A veritable frenzy of international partnerships is sweeping through mainland Chinese museums. Although the pace of building new museums has slowed, collaborations with overseas, primarily Western, institutions are proliferating, ranging from one-off exhibitions and training programmes to long-term ventures such as the new Centre Pompidou x West Bund Museum in Shanghai.
The partnership craze began in 2014, when the Hong Kong-based art mall chain K11 launched a three-year exhibition exchange with the Palais de Tokyo in Paris, and the Victoria and Albert Museum in London signed a five-year renewable deal to help develop Design Society in Shenzhen, including a V&A gallery that opened in December 2017.
Despite the challenges of communication and different organisational cultures, such collaborations offer a tempting template. Chinese museums have embraced foreign expertise as a remedy for their soggy internal structures, and a fast track to global attention and legitimacy. As well as reaching new audiences, Western institutions are eager for curation and loan fees, access to elusive Chinese art collections and a boost to Chinese tourist numbers in their home locations.
Earlier this year, the Tate in London signed a memorandum of understanding to provide three exhibitions and management support to the future Shanghai Pudong Museum of Art, which is due to open in 2021. Shanghai Art Week last month brought the announcements of an exhibition space in Beijing’s 798 district that will show works from the Musée National Picasso-Paris and the Fondation Giacometti for five years from next June, and a 15,000 sq. m Shenzhen branch of Paris’s Musée Rodin, funded by a group of Chinese collectors and opening in 2023.
They follow a Franco-Chinese partnership more than a decade in the making, the Centre Pompidou’s Shanghai outpost, which was inaugurated on 5 November by the French president Emmanuel Macron during his state visit to China. Centre Pompidou x West Bund Museum will be run with “complete exclusivity” by the French institution, according to its president, Serge Lasvignes. The Pompidou will earn annual fees—reported by French press at €1.4m for the museum’s brand and €2.7m for loans from its collection—over an initial five-year contract period with the state-owned property developer, West Bund Group.
But this diplomatic coup comes with strings attached. Lasvignes confirmed to the New York Times that “fewer than five” works in the first Shanghai exhibition were replaced before the opening, at the request of local officials. In an interview with The Art Newspaper, he said that the Pompidou would “try to understand why such works are inappropriate” while remaining “absolutely free in our programme”. Lasvignes added: “If we cannot do interesting things anymore in the relationship we have with the Chinese authorities, we’ll stop.”
Ethical dilemma
Amid continuing tensions between Hong Kong protesters and the pro-Beijing local government, businesses including Cathay Pacific Airlines, America’s National Basketball Association and Apple have faced a stark choice: self-censor or be banned from China. Museums have largely sidestepped the ethical dilemma of whether engaging with the country amounts to endorsing its increasingly restrictive policies—and whether it will impact on their ability to exhibit politically sensitive art back home.
This August, for example, Australia’s National Gallery of Victoria gave no explanation for declining to host a talk about art and resistance in Hong Kong by the dissident artist Badiucao and singer Denise Ho, which coincided with a major loan exhibition of China’s Terracotta Warriors.
Navigating censorship is an inevitable price of showing in China, according to Cosmin Costinas, the executive director of Hong Kong’s politically outspoken non-profit Para Site, which this year entered a curatorial collaboration with Shanghai’s Rockbund Art Museum. “It is a reality of the context,” he says. “To a certain extent one has to adapt to every context, to the sensibilities of the audience and the authorities. It requires a nuanced response.”
Budi Tek, the Indonesian-Chinese founder of Shanghai’s Yuz Museum, which last month extended its strategic partnership with the Los Angeles County Museum of Art (Lacma) to Qatar Museums, defends the need for Chinese authorities to “review and view every programme that we are going to show” because it ensures visitors are not offended by “things that are not part of the culture in China”. Tek describes the collaboration with Lacma, which envisions the creation of an endowment and a joint foundation, as “a marriage, with no voting and everything unanimous”.
Speaking before the launch of the first Yuz-Lacma exhibition in Shanghai, the Los Angeles museum’s chief executive and director, Michael Govan, said that they are seeking to circumvent the traditional governmental model of Chinese museums and create a “sustainable and also entrepreneurial structure” more akin to Western institutions. Such an approach “would be based on partnerships and other sponsors”, he says, hinting at a level of global interaction well worth the challenges.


*Your instructions*: Gather every line in the records below that contains the word "Image".

*Input records*:
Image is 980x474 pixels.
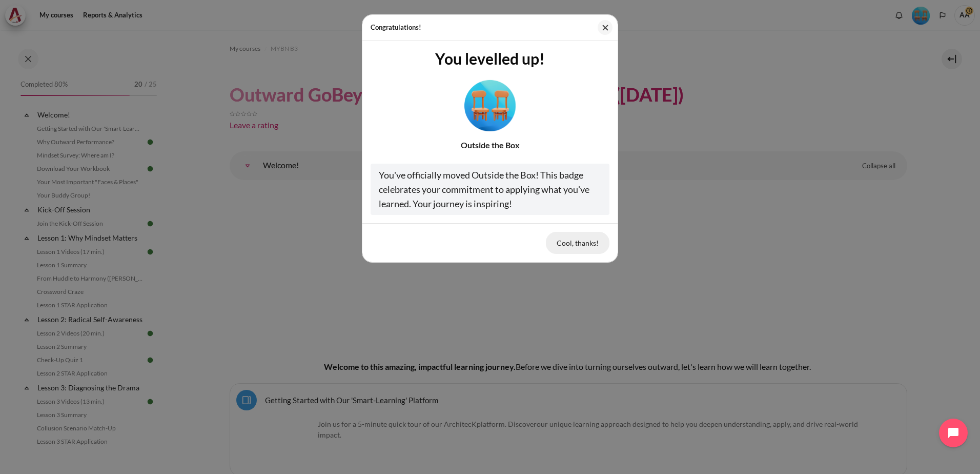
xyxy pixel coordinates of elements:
[371,163,609,215] div: You've officially moved Outside the Box! This badge celebrates your commitment to applying what y...
[371,139,609,152] div: Outside the Box
[465,76,515,132] div: Level #4
[598,20,612,35] button: Close
[371,22,421,32] h5: Congratulations!
[545,232,609,253] button: Cool, thanks!
[465,79,515,131] img: Level #4
[371,49,609,67] h3: You levelled up!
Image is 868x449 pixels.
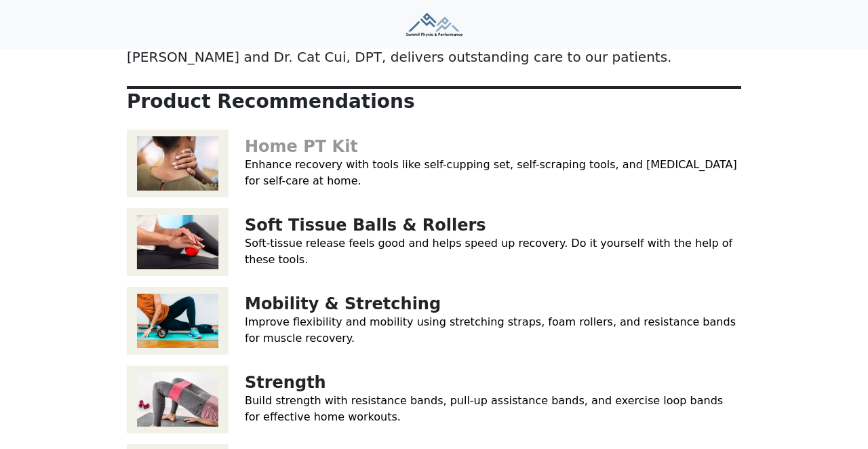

*Answer below*:
Image is 980x474 pixels.
Image is 868x449 pixels.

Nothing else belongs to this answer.